Hacking away with Linux, Ruby, Rails, and so on and so forth
19 Feb
For those of you that have not heard, my grandfather is very ill and in the hospital. I’ve been back and forth to LA several times this last week to try and help out the family as much as I can. Even better, I picked up a really nasty cold somewhere along the way. All in all, I’ve missed a bunch of classes, a few assignments, and a midterm. I’m playing catchup, first and foremost on Open Past Midnight. It’s one thing to get behind on my own work, but to set back my whole group is not acceptable.
That said, we’re transitioning the Open Past Midnight project to Rails since we’ll need to be dealing with our own database. I’ve already got Evan set up with the dev environment. Then again, he’s running Leopard, so it took all of 5 minutes. The other teammates all use Winblows, so it might take some extra time. Either way, I am eternally grateful that Rails 2.0 now uses SQLite as the default DB. No longer will I need to take time to explain MySQL privilege tables to my classmates when all they want to do is some basic development.
More to come in later posts, but we’re still going to try and deploy this project on Dreamhost. Since it’s hardly a commercial endeavor, I’m not as worried about DH’s poor Rails support. It will be interesting though to see how far they have (or have not) come.
3 Feb
Due to some slight difficulties in acquiring the needed domain name, our COGS group has changed its name to Open Past Midnight. We’ve been working on some paper-prototypes for the site layout.

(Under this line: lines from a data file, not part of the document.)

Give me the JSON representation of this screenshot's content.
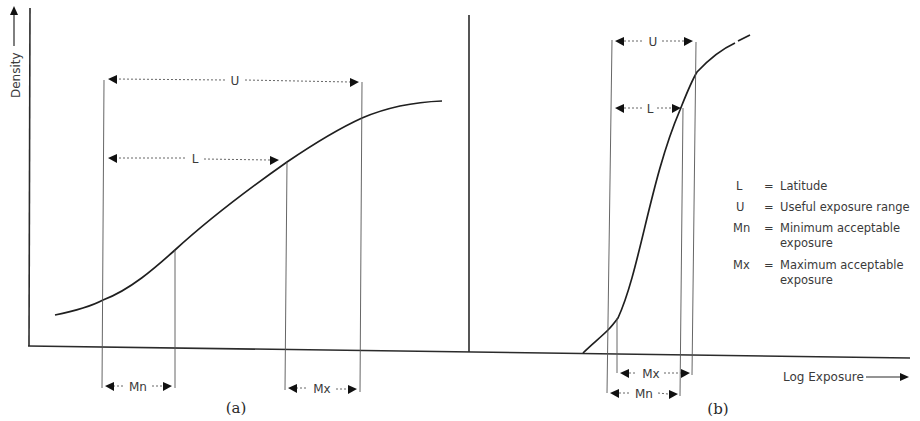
{
  "figure": {
    "y_axis_label": "Density",
    "x_axis_label": "Log Exposure",
    "panel_a": {
      "caption": "(a)",
      "range_labels": {
        "useful": "U",
        "latitude": "L",
        "minimum": "Mn",
        "maximum": "Mx"
      }
    },
    "panel_b": {
      "caption": "(b)",
      "range_labels": {
        "useful": "U",
        "latitude": "L",
        "minimum": "Mn",
        "maximum": "Mx"
      }
    },
    "legend": [
      {
        "symbol": "L",
        "eq": "=",
        "line1": "Latitude",
        "line2": ""
      },
      {
        "symbol": "U",
        "eq": "=",
        "line1": "Useful exposure range",
        "line2": ""
      },
      {
        "symbol": "Mn",
        "eq": "=",
        "line1": "Minimum acceptable",
        "line2": "exposure"
      },
      {
        "symbol": "Mx",
        "eq": "=",
        "line1": "Maximum acceptable",
        "line2": "exposure"
      }
    ],
    "colors": {
      "ink": "#1f1f1f",
      "background": "#ffffff"
    }
  }
}
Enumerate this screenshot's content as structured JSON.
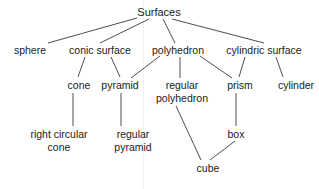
{
  "diagram": {
    "root": "Surfaces",
    "nodes": [
      {
        "id": "surfaces",
        "lines": [
          "Surfaces"
        ],
        "x": 159,
        "y": 12
      },
      {
        "id": "sphere",
        "lines": [
          "sphere"
        ],
        "x": 30,
        "y": 50
      },
      {
        "id": "conic-surface",
        "lines": [
          "conic surface"
        ],
        "x": 100,
        "y": 50
      },
      {
        "id": "polyhedron",
        "lines": [
          "polyhedron"
        ],
        "x": 178,
        "y": 50
      },
      {
        "id": "cylindric-surface",
        "lines": [
          "cylindric surface"
        ],
        "x": 264,
        "y": 50
      },
      {
        "id": "cone",
        "lines": [
          "cone"
        ],
        "x": 79,
        "y": 85
      },
      {
        "id": "pyramid",
        "lines": [
          "pyramid"
        ],
        "x": 120,
        "y": 85
      },
      {
        "id": "regular-polyhedron",
        "lines": [
          "regular",
          "polyhedron"
        ],
        "x": 182,
        "y": 92
      },
      {
        "id": "prism",
        "lines": [
          "prism"
        ],
        "x": 240,
        "y": 85
      },
      {
        "id": "cylinder",
        "lines": [
          "cylinder"
        ],
        "x": 296,
        "y": 85
      },
      {
        "id": "right-circular-cone",
        "lines": [
          "right circular",
          "cone"
        ],
        "x": 59,
        "y": 141
      },
      {
        "id": "regular-pyramid",
        "lines": [
          "regular",
          "pyramid"
        ],
        "x": 133,
        "y": 141
      },
      {
        "id": "box",
        "lines": [
          "box"
        ],
        "x": 236,
        "y": 134
      },
      {
        "id": "cube",
        "lines": [
          "cube"
        ],
        "x": 208,
        "y": 168
      }
    ],
    "edges": [
      {
        "from": "surfaces",
        "to": "sphere",
        "x1": 137,
        "y1": 18,
        "x2": 48,
        "y2": 43
      },
      {
        "from": "surfaces",
        "to": "conic-surface",
        "x1": 149,
        "y1": 19,
        "x2": 100,
        "y2": 43
      },
      {
        "from": "surfaces",
        "to": "polyhedron",
        "x1": 163,
        "y1": 19,
        "x2": 175,
        "y2": 43
      },
      {
        "from": "surfaces",
        "to": "cylindric-surface",
        "x1": 172,
        "y1": 19,
        "x2": 264,
        "y2": 43
      },
      {
        "from": "conic-surface",
        "to": "cone",
        "x1": 85,
        "y1": 57,
        "x2": 78,
        "y2": 77
      },
      {
        "from": "conic-surface",
        "to": "pyramid",
        "x1": 111,
        "y1": 57,
        "x2": 120,
        "y2": 77
      },
      {
        "from": "polyhedron",
        "to": "pyramid",
        "x1": 160,
        "y1": 56,
        "x2": 131,
        "y2": 78
      },
      {
        "from": "polyhedron",
        "to": "regular-polyhedron",
        "x1": 180,
        "y1": 57,
        "x2": 180,
        "y2": 78
      },
      {
        "from": "polyhedron",
        "to": "prism",
        "x1": 200,
        "y1": 56,
        "x2": 232,
        "y2": 78
      },
      {
        "from": "cylindric-surface",
        "to": "prism",
        "x1": 245,
        "y1": 57,
        "x2": 239,
        "y2": 77
      },
      {
        "from": "cylindric-surface",
        "to": "cylinder",
        "x1": 276,
        "y1": 57,
        "x2": 283,
        "y2": 77
      },
      {
        "from": "cone",
        "to": "right-circular-cone",
        "x1": 73,
        "y1": 93,
        "x2": 73,
        "y2": 126
      },
      {
        "from": "pyramid",
        "to": "regular-pyramid",
        "x1": 121,
        "y1": 93,
        "x2": 121,
        "y2": 126
      },
      {
        "from": "regular-polyhedron",
        "to": "cube",
        "x1": 176,
        "y1": 106,
        "x2": 201,
        "y2": 160
      },
      {
        "from": "prism",
        "to": "box",
        "x1": 236,
        "y1": 93,
        "x2": 236,
        "y2": 126
      },
      {
        "from": "box",
        "to": "cube",
        "x1": 235,
        "y1": 141,
        "x2": 210,
        "y2": 160
      }
    ]
  }
}
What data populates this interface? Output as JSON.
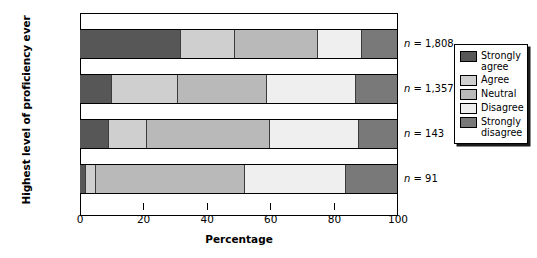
{
  "chart_data": {
    "type": "bar",
    "orientation": "horizontal",
    "stacked": true,
    "stack_mode": "percent",
    "title": "",
    "xlabel": "Percentage",
    "ylabel": "Highest level of proficiency ever",
    "xlim": [
      0,
      100
    ],
    "xticks": [
      0,
      20,
      40,
      60,
      80,
      100
    ],
    "xtick_labels": [
      "0",
      "20",
      "40",
      "60",
      "80",
      "100"
    ],
    "grid": false,
    "legend_position": "right",
    "categories": [
      "High",
      "Moderate",
      "Minimal",
      "None"
    ],
    "series": [
      {
        "name": "Strongly agree",
        "color": "#575757",
        "values": [
          32,
          10,
          9,
          2
        ]
      },
      {
        "name": "Agree",
        "color": "#cfcfcf",
        "values": [
          17,
          21,
          12,
          3
        ]
      },
      {
        "name": "Neutral",
        "color": "#b9b9b9",
        "values": [
          26,
          28,
          39,
          47
        ]
      },
      {
        "name": "Disagree",
        "color": "#efefef",
        "values": [
          14,
          28,
          28,
          32
        ]
      },
      {
        "name": "Strongly disagree",
        "color": "#797979",
        "values": [
          11,
          13,
          12,
          16
        ]
      }
    ],
    "annotations": [
      {
        "category": "High",
        "text": "n = 1,808"
      },
      {
        "category": "Moderate",
        "text": "n = 1,357"
      },
      {
        "category": "Minimal",
        "text": "n = 143"
      },
      {
        "category": "None",
        "text": "n = 91"
      }
    ]
  },
  "axis": {
    "y_title": "Highest level of proficiency ever",
    "x_title": "Percentage",
    "categories": [
      {
        "label": "High"
      },
      {
        "label": "Moderate"
      },
      {
        "label": "Minimal"
      },
      {
        "label": "None"
      }
    ],
    "ticks": [
      {
        "label": "0"
      },
      {
        "label": "20"
      },
      {
        "label": "40"
      },
      {
        "label": "60"
      },
      {
        "label": "80"
      },
      {
        "label": "100"
      }
    ]
  },
  "annotations": {
    "high": "n = 1,808",
    "moderate": "n = 1,357",
    "minimal": "n = 143",
    "none": "n = 91"
  },
  "legend": {
    "items": [
      {
        "label": "Strongly\nagree",
        "color": "#575757"
      },
      {
        "label": "Agree",
        "color": "#cfcfcf"
      },
      {
        "label": "Neutral",
        "color": "#b9b9b9"
      },
      {
        "label": "Disagree",
        "color": "#efefef"
      },
      {
        "label": "Strongly\ndisagree",
        "color": "#797979"
      }
    ]
  }
}
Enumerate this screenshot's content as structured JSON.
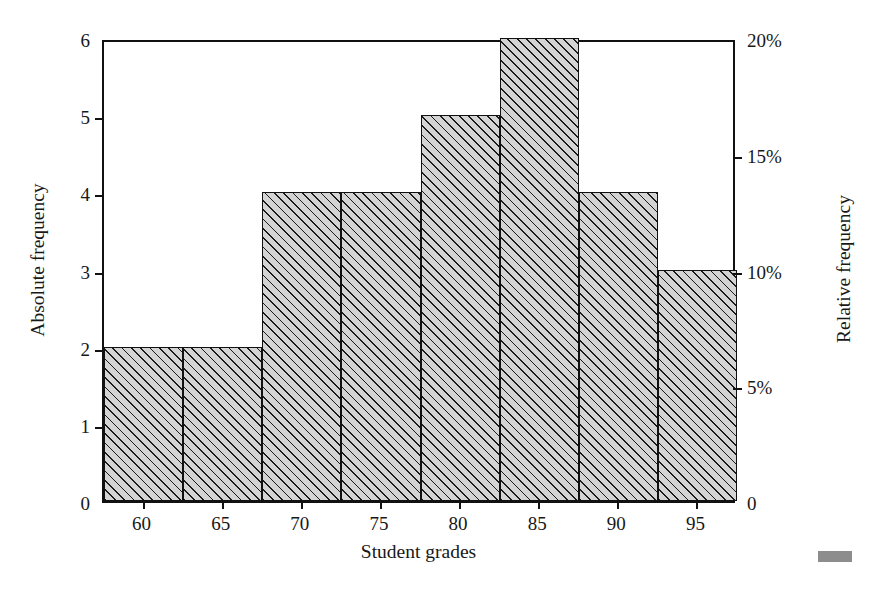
{
  "chart_data": {
    "type": "bar",
    "title": "",
    "subtitle": "",
    "xlabel": "Student grades",
    "ylabel": "Absolute frequency",
    "y2label": "Relative frequency",
    "categories": [
      "60",
      "65",
      "70",
      "75",
      "80",
      "85",
      "90",
      "95"
    ],
    "values": [
      2,
      2,
      4,
      4,
      5,
      6,
      4,
      3
    ],
    "relative_values_percent": [
      6.7,
      6.7,
      13.3,
      13.3,
      16.7,
      20.0,
      13.3,
      10.0
    ],
    "bin_centers": [
      60,
      65,
      70,
      75,
      80,
      85,
      90,
      95
    ],
    "bin_width": 5,
    "total_count": 30,
    "ylim": [
      0,
      6
    ],
    "y2lim": [
      0,
      20
    ],
    "yticks": [
      0,
      1,
      2,
      3,
      4,
      5,
      6
    ],
    "ytick_labels": [
      "0",
      "1",
      "2",
      "3",
      "4",
      "5",
      "6"
    ],
    "y2ticks": [
      0,
      5,
      10,
      15,
      20
    ],
    "y2tick_labels": [
      "0",
      "5%",
      "10%",
      "15%",
      "20%"
    ],
    "xtick_labels": [
      "60",
      "65",
      "70",
      "75",
      "80",
      "85",
      "90",
      "95"
    ],
    "grid": false,
    "legend": false,
    "legend_position": "none",
    "bar_fill_color": "#d4d4d4",
    "bar_hatch": "diagonal-forward-slash",
    "bar_edge_color": "#111111",
    "frame_color": "#111111",
    "background_color": "#ffffff"
  },
  "figure": {
    "x_axis_title": "Student grades",
    "y_axis_title_left": "Absolute frequency",
    "y_axis_title_right": "Relative frequency"
  }
}
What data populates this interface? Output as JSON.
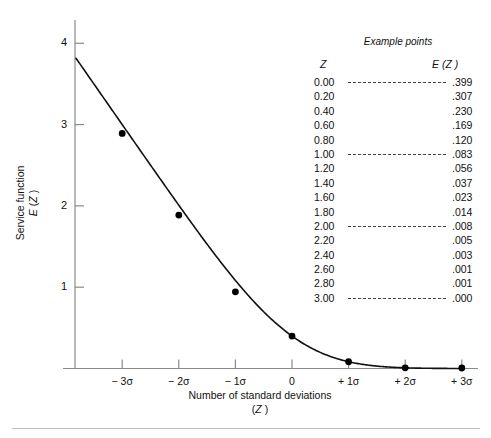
{
  "chart_data": {
    "type": "line",
    "title": "",
    "xlabel": "Number of standard deviations (Z)",
    "ylabel": "Service function E (Z)",
    "xlim": [
      -3.6,
      3.4
    ],
    "ylim": [
      0,
      4.3
    ],
    "grid": false,
    "legend": "none",
    "x_tick_labels": [
      "− 3σ",
      "− 2σ",
      "− 1σ",
      "0",
      "+ 1σ",
      "+ 2σ",
      "+ 3σ"
    ],
    "x_tick_values": [
      -3,
      -2,
      -1,
      0,
      1,
      2,
      3
    ],
    "y_tick_labels": [
      "1",
      "2",
      "3",
      "4"
    ],
    "y_tick_values": [
      1,
      2,
      3,
      4
    ],
    "marked_points": {
      "x": [
        -3,
        -2,
        -1,
        0,
        1,
        2,
        3
      ],
      "y": [
        2.891,
        1.887,
        0.943,
        0.399,
        0.083,
        0.008,
        0.0
      ]
    },
    "series": [
      {
        "name": "Service function E(Z)",
        "x": [
          -3.6,
          -3.4,
          -3.2,
          -3.0,
          -2.8,
          -2.6,
          -2.4,
          -2.2,
          -2.0,
          -1.8,
          -1.6,
          -1.4,
          -1.2,
          -1.0,
          -0.8,
          -0.6,
          -0.4,
          -0.2,
          0.0,
          0.2,
          0.4,
          0.6,
          0.8,
          1.0,
          1.2,
          1.4,
          1.6,
          1.8,
          2.0,
          2.2,
          2.4,
          2.6,
          2.8,
          3.0,
          3.2,
          3.4
        ],
        "y": [
          3.949,
          3.801,
          3.601,
          2.891,
          2.801,
          2.601,
          2.401,
          2.201,
          1.887,
          1.801,
          1.602,
          1.403,
          1.206,
          0.943,
          0.82,
          0.63,
          0.467,
          0.334,
          0.399,
          0.307,
          0.23,
          0.169,
          0.12,
          0.083,
          0.056,
          0.037,
          0.023,
          0.014,
          0.008,
          0.005,
          0.003,
          0.001,
          0.001,
          0.0,
          0.0,
          0.0
        ]
      }
    ]
  },
  "axis": {
    "y_ticks": [
      {
        "label": "4"
      },
      {
        "label": "3"
      },
      {
        "label": "2"
      },
      {
        "label": "1"
      }
    ],
    "x_ticks": [
      {
        "label": "− 3σ"
      },
      {
        "label": "− 2σ"
      },
      {
        "label": "− 1σ"
      },
      {
        "label": "0"
      },
      {
        "label": "+ 1σ"
      },
      {
        "label": "+ 2σ"
      },
      {
        "label": "+ 3σ"
      }
    ],
    "ylabel_line1": "Service function",
    "ylabel_line2_e": "E",
    "ylabel_line2_rest": " (",
    "ylabel_line2_z": "Z",
    "ylabel_line2_close": " )",
    "xlabel_line1": "Number of standard deviations",
    "xlabel_line2_open": "(",
    "xlabel_line2_z": "Z",
    "xlabel_line2_close": " )"
  },
  "table": {
    "title": "Example points",
    "header_z": "Z",
    "header_ez_e": "E",
    "header_ez_open": " (",
    "header_ez_z": "Z",
    "header_ez_close": " )",
    "rows": [
      {
        "z": "0.00",
        "ez": ".399",
        "leader": true
      },
      {
        "z": "0.20",
        "ez": ".307",
        "leader": false
      },
      {
        "z": "0.40",
        "ez": ".230",
        "leader": false
      },
      {
        "z": "0.60",
        "ez": ".169",
        "leader": false
      },
      {
        "z": "0.80",
        "ez": ".120",
        "leader": false
      },
      {
        "z": "1.00",
        "ez": ".083",
        "leader": true
      },
      {
        "z": "1.20",
        "ez": ".056",
        "leader": false
      },
      {
        "z": "1.40",
        "ez": ".037",
        "leader": false
      },
      {
        "z": "1.60",
        "ez": ".023",
        "leader": false
      },
      {
        "z": "1.80",
        "ez": ".014",
        "leader": false
      },
      {
        "z": "2.00",
        "ez": ".008",
        "leader": true
      },
      {
        "z": "2.20",
        "ez": ".005",
        "leader": false
      },
      {
        "z": "2.40",
        "ez": ".003",
        "leader": false
      },
      {
        "z": "2.60",
        "ez": ".001",
        "leader": false
      },
      {
        "z": "2.80",
        "ez": ".001",
        "leader": false
      },
      {
        "z": "3.00",
        "ez": ".000",
        "leader": true
      }
    ]
  },
  "colors": {
    "curve": "#111111",
    "axis": "#8a8a8a",
    "marker": "#000000",
    "background": "#ffffff",
    "rule": "#bdbdbd"
  }
}
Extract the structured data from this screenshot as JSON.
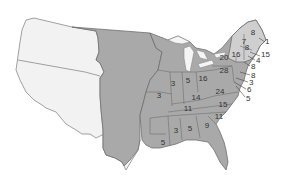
{
  "map": {
    "colors": {
      "background": "#ffffff",
      "territory_light": "#f2f2f2",
      "states_dark": "#a9a9a9",
      "new_england_light": "#cfcfcf",
      "border": "#6e6e6e",
      "lakes": "#f5f5f5"
    },
    "state_labels": [
      {
        "value": "8",
        "x": 253,
        "y": 33
      },
      {
        "value": "1",
        "x": 266,
        "y": 42
      },
      {
        "value": "7",
        "x": 244,
        "y": 42
      },
      {
        "value": "8",
        "x": 247,
        "y": 48
      },
      {
        "value": "16",
        "x": 236,
        "y": 55
      },
      {
        "value": "20",
        "x": 224,
        "y": 58
      },
      {
        "value": "28",
        "x": 224,
        "y": 71
      },
      {
        "value": "16",
        "x": 203,
        "y": 79
      },
      {
        "value": "5",
        "x": 188,
        "y": 81
      },
      {
        "value": "3",
        "x": 173,
        "y": 84
      },
      {
        "value": "3",
        "x": 159,
        "y": 96
      },
      {
        "value": "24",
        "x": 220,
        "y": 92
      },
      {
        "value": "14",
        "x": 196,
        "y": 98
      },
      {
        "value": "15",
        "x": 223,
        "y": 105
      },
      {
        "value": "11",
        "x": 188,
        "y": 109
      },
      {
        "value": "11",
        "x": 219,
        "y": 117
      },
      {
        "value": "3",
        "x": 176,
        "y": 131
      },
      {
        "value": "5",
        "x": 190,
        "y": 129
      },
      {
        "value": "9",
        "x": 207,
        "y": 126
      },
      {
        "value": "5",
        "x": 163,
        "y": 143
      }
    ],
    "leader_labels": [
      {
        "value": "15",
        "x": 262,
        "y": 55
      },
      {
        "value": "4",
        "x": 256,
        "y": 60
      },
      {
        "value": "8",
        "x": 251,
        "y": 66
      },
      {
        "value": "8",
        "x": 252,
        "y": 75
      },
      {
        "value": "3",
        "x": 249,
        "y": 82
      },
      {
        "value": "6",
        "x": 247,
        "y": 89
      },
      {
        "value": "5",
        "x": 246,
        "y": 98
      }
    ]
  }
}
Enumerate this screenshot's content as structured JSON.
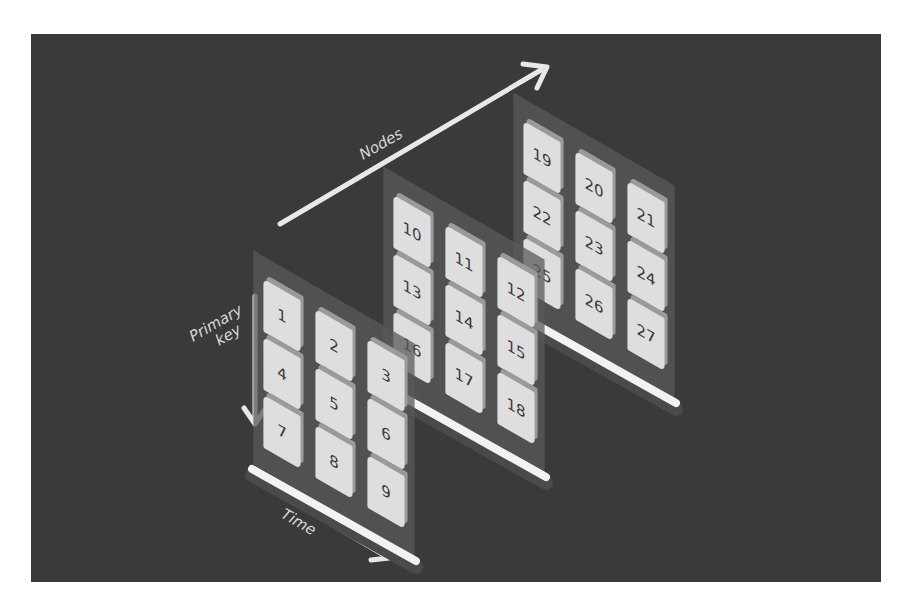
{
  "diagram": {
    "background_color": "#3a3a3a",
    "tile_color": "#dedede",
    "tile_edge_color": "#9a9a9a",
    "panel_color": "#5a5a5a",
    "rail_color": "#f2f2f2",
    "axes": {
      "nodes": {
        "label": "Nodes"
      },
      "primary_key": {
        "label_line1": "Primary",
        "label_line2": "key"
      },
      "time": {
        "label": "Time"
      }
    },
    "panels": [
      {
        "name": "node-1",
        "tiles": [
          "1",
          "2",
          "3",
          "4",
          "5",
          "6",
          "7",
          "8",
          "9"
        ]
      },
      {
        "name": "node-2",
        "tiles": [
          "10",
          "11",
          "12",
          "13",
          "14",
          "15",
          "16",
          "17",
          "18"
        ]
      },
      {
        "name": "node-3",
        "tiles": [
          "19",
          "20",
          "21",
          "22",
          "23",
          "24",
          "25",
          "26",
          "27"
        ]
      }
    ]
  }
}
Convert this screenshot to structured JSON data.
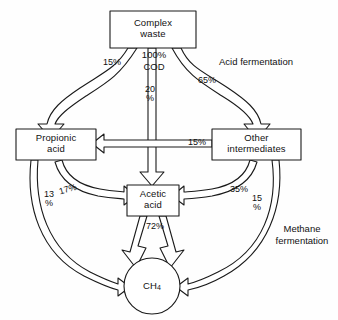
{
  "diagram": {
    "stroke_color": "#1a1a1a",
    "fill_color": "#ffffff",
    "nodes": {
      "complex_waste": "Complex\nwaste",
      "propionic_acid": "Propionic\nacid",
      "other_intermediates": "Other\nintermediates",
      "acetic_acid": "Acetic\nacid",
      "methane": "CH4"
    },
    "captions": {
      "acid_fermentation": "Acid fermentation",
      "methane_fermentation": "Methane\nfermentation",
      "cod_basis": "100%\nCOD"
    },
    "flows": {
      "waste_to_propionic": "15%",
      "waste_to_acetic": "20\n%",
      "waste_to_other": "65%",
      "other_to_propionic": "15%",
      "propionic_to_acetic": "17%",
      "propionic_to_methane": "13\n%",
      "other_to_acetic": "35%",
      "other_to_methane": "15\n%",
      "acetic_to_methane": "72%"
    }
  }
}
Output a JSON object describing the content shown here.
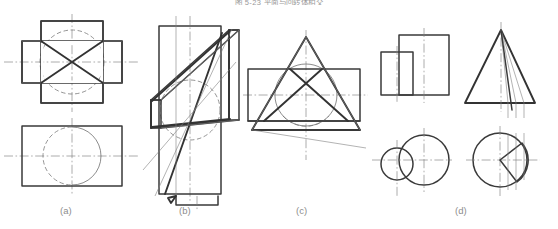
{
  "figure": {
    "title": "图 5-23  平面与回转体相交",
    "width": 558,
    "height": 229,
    "background_color": "#ffffff",
    "line_color_solid": "#333333",
    "line_color_thin": "#6b6b6b",
    "line_color_center": "#7a7a7a",
    "line_color_hidden": "#777777",
    "caption_color": "#8d8d8d"
  },
  "subfigures": [
    {
      "id": "a",
      "label": "(a)",
      "label_x": 60,
      "label_y": 208,
      "description": "cylinder cut by four planes, top view cross shape with inscribed circle and diagonals, front view rectangle with circle"
    },
    {
      "id": "b",
      "label": "(b)",
      "label_x": 179,
      "label_y": 208,
      "description": "cylinder cut by oblique plane, tall rectangle with slanted parallelogram and ellipse intersection"
    },
    {
      "id": "c",
      "label": "(c)",
      "label_x": 296,
      "label_y": 208,
      "description": "cone cut by plane, triangle over rectangle with inscribed circle"
    },
    {
      "id": "d",
      "label": "(d)",
      "label_x": 455,
      "label_y": 208,
      "description": "cone and cylinder views, two rectangles and two circles, cone triangle with element lines and circle with sector"
    }
  ]
}
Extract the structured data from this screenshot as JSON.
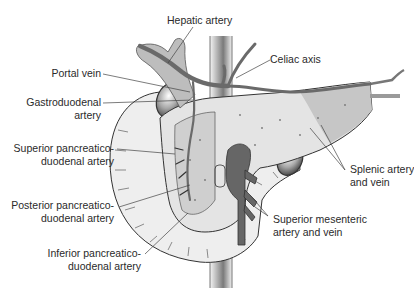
{
  "diagram": {
    "colors": {
      "background": "#ffffff",
      "pancreas_fill": "#e6e6e6",
      "pancreas_dark": "#bdbdbd",
      "vessel_dark": "#6a6a6a",
      "vessel_mid": "#9a9a9a",
      "outline": "#333333",
      "leader": "#444444",
      "text": "#2a2a2a"
    },
    "labels": {
      "hepatic_artery": {
        "lines": [
          "Hepatic artery"
        ]
      },
      "portal_vein": {
        "lines": [
          "Portal vein"
        ]
      },
      "celiac_axis": {
        "lines": [
          "Celiac axis"
        ]
      },
      "gastroduodenal_artery": {
        "lines": [
          "Gastroduodenal",
          "artery"
        ]
      },
      "superior_pd_artery": {
        "lines": [
          "Superior pancreatico-",
          "duodenal artery"
        ]
      },
      "splenic_artery_vein": {
        "lines": [
          "Splenic artery",
          "and vein"
        ]
      },
      "posterior_pd_artery": {
        "lines": [
          "Posterior pancreatico-",
          "duodenal artery"
        ]
      },
      "superior_mesenteric": {
        "lines": [
          "Superior mesenteric",
          "artery and vein"
        ]
      },
      "inferior_pd_artery": {
        "lines": [
          "Inferior pancreatico-",
          "duodenal artery"
        ]
      }
    }
  }
}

Vivien found a very cool possible technology for generating heatmaps called gheat. Given the implementation, I don’t think it will be directly usable for our project, but it does lend some great ideas. There might be parts that we can yank out and use. We’ll see.
I’ve also been working a lot on the server-side systems we need to make this project run smoothly, both in development and production. Just as with Rails, Capistrano is my friend. I’ve almost got it working for this project, even though we’re likely to do any back-end code in PHP.
Also, it turns out that Google will pay you to submit verified listings of local businesses. They call it their Business Referral Representative program. If we’re lucky, we can get into the program and get paid for doing all the data gathering we would anyway. More to come.